Anna Bongiovanni’s Out of Hollow Water, published by U.S. micropublisher 2D Cloud, contains three thematically intertwined short stories that fuse the otherworldly and the ethereal with the most oppressive elements of the female experience. Haunting and brooding in presentation, this is a largely metaphorical journey through the trials of abuse and violation, and a subsequent symbolic representation of release and attempted liberation.
The first segment ‘Monster’ is an intense monologue on an abusive relationship that utilises a series of ever more grotesque and invasive illustrations to epitomise its protagonist’s powerlessness to separate herself from her tormentor’s existence. It’s a harrowing read, deeply unsettling to begin with and becoming progressively more overwhelming visually as her identity becomes suppressed by this monstrous, overbearing other. In what amounts to little more than a handful of pages, Bongiovanni brings the reader into the claustrophobic heart of an inescapable subsistence; one that has become permeated by relentless psychic persecution and irrevocably altered even its subject’s perception of self.
The majority of Out of Hollow Water is formed by one-panel pages. In that first offering stirring soliloquy segues into disturbing, misshapen representations of the confining nature of the repression and suffering its character endures. The second story, the titular ‘Out of Hollow Water’, has a more, superficially at least, conventional sequential narrative structure. Here we have something resembling a forbidding folk tale. In a remote forest cabin a young girl is given the ominous charge by an old midwife of abandoning her sister’s newborn child in a well deep within the woods. Throughout, there’s the implication that the baby either symbolises, or is the result of, something ill-omened.
Unable to assuage her guilt at the enormity of the task set out for her, the girl performs a ritual that will bring supernatural forces into events to stake their claim on the child. Bongiovanni’s obscurer storytelling style comes to the forefront here with the audience allowed to draw their own conclusions to the inherent allegorical possibilities; whether that amounts to a superstitious betrayal of innocence, the perplexities of an insoluble moral quandary, self-sacrifice or some form of metaphysical fatalism. It’s ambiguous but deeply affecting, oblique yet provocative; all couched in the familiar devices of fairy tale tradition.
The final tale ‘Grave’ is explicitly metaphorical in content. Again there’s a core theme of violation and the betrayal of trust as a woman attempts to bury the horrors of her past in a box in the woods. An exercise in the cathartic, and in freeing oneself from the memory of something unspeakably traumatic, but with a constant enduring reminder that this unburdening will never – and can never – entirely remove this weight from her. It cannot be truly expunged; full closure is an impossibility.
Bongiovanni’s sketchy yet busy visuals add extra layers to the disturbing atmosphere of the book with their use of deep shadows and a muddy, smudged feel to each image. Similarly, that “one illustration a page” structure is highly effective because it limits the usual sense of prescience that is an innate part of the multi-panel comics reading experience. This means that the tension is increased incrementally and the eye tends to linger on each image, drinking in their significance and absorbing every unsettling detail.
There are echoes here – both thematically and in terms of what the reader infers – of Ravi Thornton and Andy Hixon’s astonishing The Tale of Brin & Bent and Minno Marylebone; a similar melding of dark fantasy and stark, horrifying reality. It sounds tediously trite to remark that this is a graphic novel that will stay with you long after you have put it down but this evocative and disquieting collection of short stories really does remain in the memory, enticing you back to its dark environs again and again to ponder on subtext and meaning. Anna Bongiovanni is, without a doubt, another notable addition to the 2D Cloud catalogue of unique and distinctive creative voices.
For more on Anna Bongiovanni’s work visit her website here. Out of Hollow Water is published by 2D Cloud and is available from their online store here priced $10.95.
The drawings have a beautiful quality to them, I’ll definitely be purchasing a copy of this. Thanks Andy for such an interesting review of another comics creator whose work I was not familiar with.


TASK DETAILS:
No pictures, nothing altered: return the data below.

DATA SHOWN:

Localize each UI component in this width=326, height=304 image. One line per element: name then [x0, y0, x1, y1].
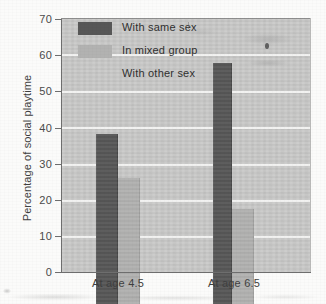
- y-tick-20: [55, 200, 62, 201]
- plot-top-border: [61, 18, 311, 19]
- x-tick-label-age-6-5: At age 6.5: [194, 277, 274, 289]
- y-axis-title: Percentage of social playtime: [21, 28, 33, 268]
- x-tick-label-age-4-5: At age 4.5: [78, 277, 158, 289]
- y-tick-30: [55, 164, 62, 165]
- y-tick-50: [55, 91, 62, 92]
- plot-right-border: [310, 18, 311, 273]
- gridline-50: [62, 91, 310, 93]
- y-tick-40: [55, 128, 62, 129]
- x-axis-line: [61, 272, 311, 273]
- scan-mark-top: [188, 22, 189, 29]
- legend-label-same-sex: With same sex: [122, 21, 197, 33]
- gridline-40: [62, 127, 310, 129]
- scan-mark-bottom-left: [2, 286, 14, 296]
- y-tick-60: [55, 55, 62, 56]
- legend-swatch-same-sex: [78, 22, 112, 35]
- y-tick-70: [55, 19, 62, 20]
- legend-label-mixed-group: In mixed group: [122, 44, 198, 56]
- legend-label-other-sex: With other sex: [122, 67, 195, 79]
- scan-smudge-bottom: [0, 292, 326, 304]
- bar-mixed-group-age-6-5: [232, 209, 254, 304]
- scan-speck: [265, 43, 269, 49]
- legend-swatch-other-sex: [78, 68, 112, 81]
- y-tick-0: [55, 272, 62, 273]
- chart-page: 70 60 50 40 30 20 10 0 Percentage of soc…: [0, 0, 326, 304]
- legend-swatch-mixed-group: [78, 45, 112, 58]
- y-tick-10: [55, 236, 62, 237]
- y-tick-label-70: 70: [12, 13, 52, 25]
- bar-same-sex-age-6-5: [213, 63, 232, 304]
- y-axis-line: [61, 18, 62, 273]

OUTPUT FOR THIS TASK:
Localize each UI component in this width=326, height=304 image. One line per element: name then [x0, y0, x1, y1].
- y-tick-20: [55, 200, 62, 201]
- plot-top-border: [61, 18, 311, 19]
- x-tick-label-age-6-5: At age 6.5: [194, 277, 274, 289]
- y-axis-title: Percentage of social playtime: [21, 28, 33, 268]
- x-tick-label-age-4-5: At age 4.5: [78, 277, 158, 289]
- y-tick-30: [55, 164, 62, 165]
- y-tick-50: [55, 91, 62, 92]
- plot-right-border: [310, 18, 311, 273]
- gridline-50: [62, 91, 310, 93]
- y-tick-40: [55, 128, 62, 129]
- x-axis-line: [61, 272, 311, 273]
- scan-mark-top: [188, 22, 189, 29]
- legend-label-same-sex: With same sex: [122, 21, 197, 33]
- gridline-40: [62, 127, 310, 129]
- scan-mark-bottom-left: [2, 286, 14, 296]
- y-tick-60: [55, 55, 62, 56]
- legend-swatch-same-sex: [78, 22, 112, 35]
- y-tick-70: [55, 19, 62, 20]
- legend-label-mixed-group: In mixed group: [122, 44, 198, 56]
- legend-label-other-sex: With other sex: [122, 67, 195, 79]
- scan-smudge-bottom: [0, 292, 326, 304]
- bar-mixed-group-age-6-5: [232, 209, 254, 304]
- scan-speck: [265, 43, 269, 49]
- legend-swatch-other-sex: [78, 68, 112, 81]
- y-tick-0: [55, 272, 62, 273]
- chart-page: 70 60 50 40 30 20 10 0 Percentage of soc…: [0, 0, 326, 304]
- legend-swatch-mixed-group: [78, 45, 112, 58]
- y-tick-10: [55, 236, 62, 237]
- y-tick-label-70: 70: [12, 13, 52, 25]
- bar-same-sex-age-6-5: [213, 63, 232, 304]
- y-axis-line: [61, 18, 62, 273]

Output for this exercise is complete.